GR/evacuation/sirens

jbor at bigpond.com jbor at bigpond.com
Sat Oct 29 18:05:13 CDT 2005


On 30/10/2005 Erik T. Burns wrote:

> pynchon's certainly not using "evacuation" in the beginning in the 
> Benny
> Hill way; it is possibly coincidental (and indeed what other word 
> could he
> use for evacuation in the sense of masses-flee-the-doomed-city sense?) 
> but
> at the same time the whole first section (until Pirate wakes up) has an
> intestinal feel to it, velvety and in the dark, constricted and smelly.
>
> so it's a neat coincidence, if that's what/all it is.
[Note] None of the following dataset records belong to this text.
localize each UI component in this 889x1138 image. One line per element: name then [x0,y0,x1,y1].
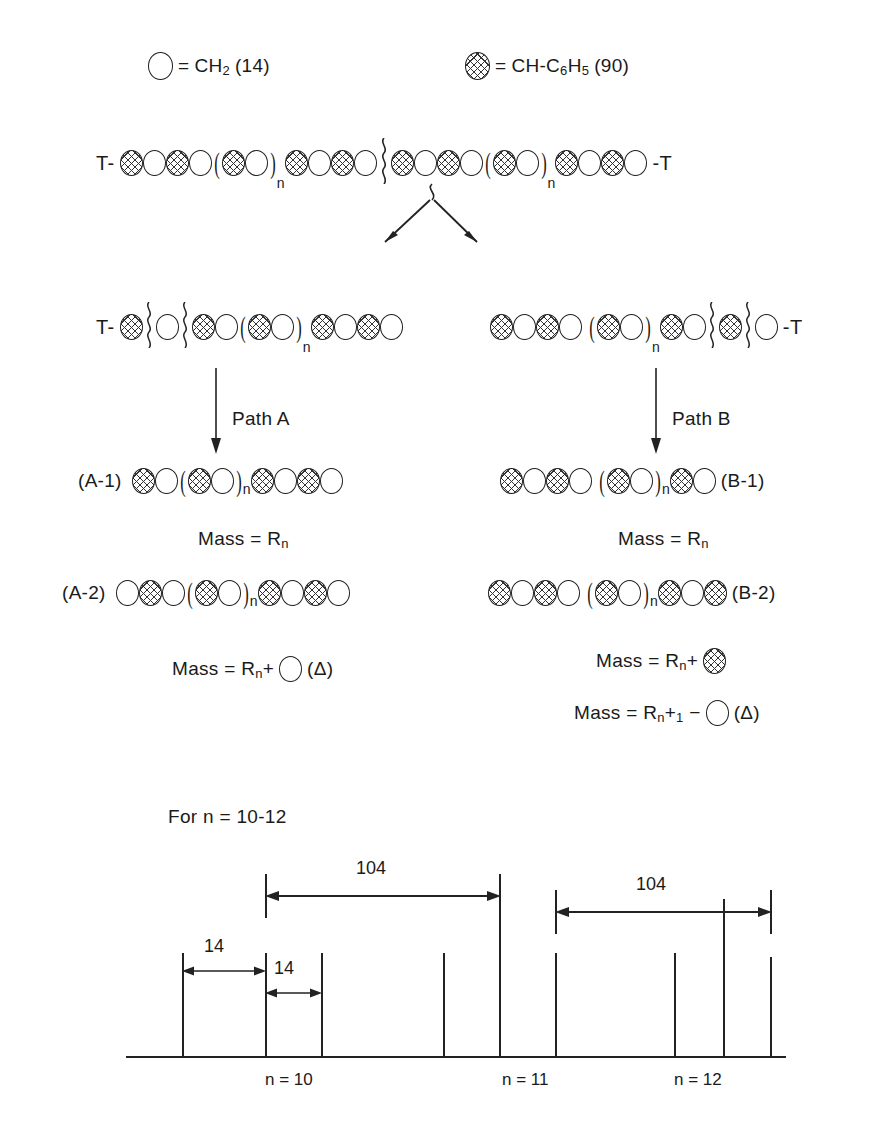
hatched-circle-icon [192,314,215,340]
hatched-circle-icon [120,314,143,340]
repeat-open-paren: ( [180,468,186,494]
spectrum-group-label-n11: n = 11 [502,1070,548,1090]
hatched-circle-icon [331,150,354,176]
hatched-circle-icon [195,580,218,606]
product-b1-label: (B-1) [721,470,765,492]
legend-equals-ch2: = [178,55,189,77]
hatched-circle-icon [601,150,624,176]
open-circle-icon [327,580,350,606]
dimension-arrow-14-a [182,964,266,982]
open-circle-icon [116,580,139,606]
hatched-circle-icon [139,580,162,606]
hatched-circle-icon [437,150,460,176]
hatched-circle-icon [258,580,281,606]
open-circle-icon [618,580,641,606]
hatched-circle-icon [546,468,569,494]
hatched-circle-icon [357,314,380,340]
spectrum-peak [555,953,557,1057]
terminus-right: -T [783,316,803,339]
cleavage-squiggle-icon [143,302,156,352]
mass-b2-first-text: Mass = Rn+ [596,650,698,673]
mass-b2-second: Mass = Rn+1 − (Δ) [574,700,760,726]
legend-mass-styrene: (90) [594,55,629,77]
dimension-label-104-a: 104 [356,858,386,879]
open-circle-icon [274,468,297,494]
product-a1-row: (A-1) ( ) n [78,468,343,494]
open-circle-icon [559,314,582,340]
hatched-circle-icon [166,150,189,176]
open-circle-icon [578,150,601,176]
hatched-circle-icon [248,314,271,340]
spectrum-peak [499,899,501,1057]
repeat-close-paren: ) [236,468,242,494]
hatched-circle-icon [670,468,693,494]
hatched-circle-icon [555,150,578,176]
product-a1-label: (A-1) [78,470,122,492]
hatched-circle-icon [285,150,308,176]
spectrum-peak [443,953,445,1057]
open-circle-icon [281,580,304,606]
dimension-label-104-b: 104 [636,874,666,895]
repeat-subscript: n [277,175,285,191]
hatched-circle-icon [595,580,618,606]
hatched-circle-icon [536,314,559,340]
cleavage-squiggle-icon [706,302,719,352]
repeat-subscript: n [250,593,258,609]
hatched-circle-icon [597,314,620,340]
mass-b1: Mass = Rn [618,528,709,551]
left-fragment-chain: T- ( ) n [96,302,403,352]
spectrum-group-label-n10: n = 10 [265,1070,313,1090]
product-b1-row: ( ) n (B-1) [500,468,765,494]
hatched-circle-icon [120,150,143,176]
open-circle-icon [460,150,483,176]
repeat-subscript: n [650,593,658,609]
product-a2-row: (A-2) ( ) n [62,580,350,606]
product-b2-label: (B-2) [732,582,776,604]
mass-a2-delta: (Δ) [307,658,333,680]
open-circle-icon [513,314,536,340]
open-circle-icon [681,580,704,606]
dimension-arrow-104-b [555,904,772,924]
open-circle-icon [245,150,268,176]
repeat-close-paren: ) [296,314,302,340]
repeat-subscript: n [548,175,556,191]
path-b-label: Path B [672,408,731,430]
dimension-label-14-a: 14 [204,936,224,957]
repeat-open-paren: ( [187,580,193,606]
repeat-open-paren: ( [214,150,220,176]
dimension-label-14-b: 14 [274,958,294,979]
terminus-left: T- [96,152,115,175]
open-circle-icon [218,580,241,606]
open-circle-icon [211,468,234,494]
open-circle-icon [155,468,178,494]
repeat-close-paren: ) [643,580,649,606]
cleavage-arrows [340,182,520,258]
cleavage-squiggle-icon [742,302,755,352]
spectrum-peak [770,957,772,1057]
hatched-circle-icon [391,150,414,176]
hatched-circle-icon [251,468,274,494]
spectrum-caption: For n = 10-12 [168,806,287,828]
open-circle-icon [215,314,238,340]
repeat-close-paren: ) [655,468,661,494]
spectrum-group-label-n12: n = 12 [674,1070,722,1090]
mass-a2: Mass = Rn+ (Δ) [172,656,333,682]
repeat-subscript: n [662,481,670,497]
hatched-circle-icon [660,314,683,340]
open-circle-icon [557,580,580,606]
open-circle-icon [511,580,534,606]
mass-b2-second-text: Mass = Rn+1 − [574,702,701,725]
terminus-left: T- [96,316,115,339]
open-circle-icon [354,150,377,176]
open-circle-icon [630,468,653,494]
open-circle-icon [683,314,706,340]
hatched-circle-icon [304,580,327,606]
terminus-right: -T [652,152,672,175]
spectrum-baseline [126,1056,786,1058]
hatched-circle-icon [607,468,630,494]
hatched-circle-icon [132,468,155,494]
open-circle-icon [320,468,343,494]
hatched-circle-icon [493,150,516,176]
legend-item-ch2: = CH2 (14) [148,52,270,80]
legend-formula-ch2: CH2 [194,55,230,78]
It doesn't add anything for me, but there is a claustrophobic feel to 
the opening dream sequence I agree. I do think that Pirate's dream is a 
purging of some of the really horrific baggage from his mind and 
imagination.

> as for the siren-or-rocket-or-both doing the screaming in line 1, i 
> don't
> want to get tied down to any one reading. all clear or air raid alert 
> both
> work, a rocket itself is also logical. a combination of two or three of
> these also works. obviously something has these people on the move, it 
> could
> be the sound of the rocket, it could be a raid siren, it could be the 
> all
> clear. it makes _sense_ that the sound heard in that line is the all 
> clear,
> but that doesn't mean it's the only sound.
> worth noting that the next rocket sound is a "crack-blast" on page 72.
> (after page 4's equally ambiguous "Screaming holds across the sky." 
> that's
> obviously the same screaming as in line 1.)

Yes, and I think the paragraph with the second mention of the screaming 
is Pirate waking up, on the very cusp between dream and waking, and 
very much empathising with the evacuee's predicament. At the end of the 
first section, Pirate notes the vapour trail and acknowledges to 
himself that "he won't hear the thing come in". In a way, if it's 
literally just an air raid or all clear siren then it's quite prosaic, 
but in literal terms I think that's what it has to be. (And I think it 
has to be the warning siren in terms of the actual rocket with Katje's 
SOS message in it that arrives that morning). But those other readings 
(the sound of the rocket, Gotffried's scream, the scream of the death 
camp victims) are still valid symbolically I think (or hope), by virtue 
of both Pirate's special talent and the allusiveness and ambiguity of 
the opening sequence.

I think the "it has happened before", "there is nothing to compare it 
to now", "it is too late", "the Evacuation still proceeds, but it's all 
theatre" observations at the outset all hinge on the difference between 
the old buzzbombs during the Blitz and the new V-2s, which is an 
important element of the novel, and especially in these first few 
sections. Evacuation isn't an effective response any more, and everyone 
realises it, seems to be the point on one level. I think, more than 
anything, the correlation between the London evacuees and the Holocaust 
deportees which leads Pirate's subconscious to merge the two 
experiences into one, is a psychological one. It's how they were 
thinking as their ultimate destination loomed.

best

> do other rockets scream in GR? do sirens? yes they do, yes they do:
>
> page 215: "because sending the RAF to make a terror raid against 
> civilian
> Lübeck was the unmistakable long look that said hurry up and fuck me, 
> that
> brought the rockets hard and screaming, the A4s, which were to've been 
> fired
> anyway, a bit sooner instead..."
>
> or
>
> page 409: "...and the Rocket crashed somewhere over in 
> Peenemünde-West, in
> Luftwaffe territory. The dirty pillar of smoke drew the screaming fire
> engines and truckloads of workers by in a wild parade."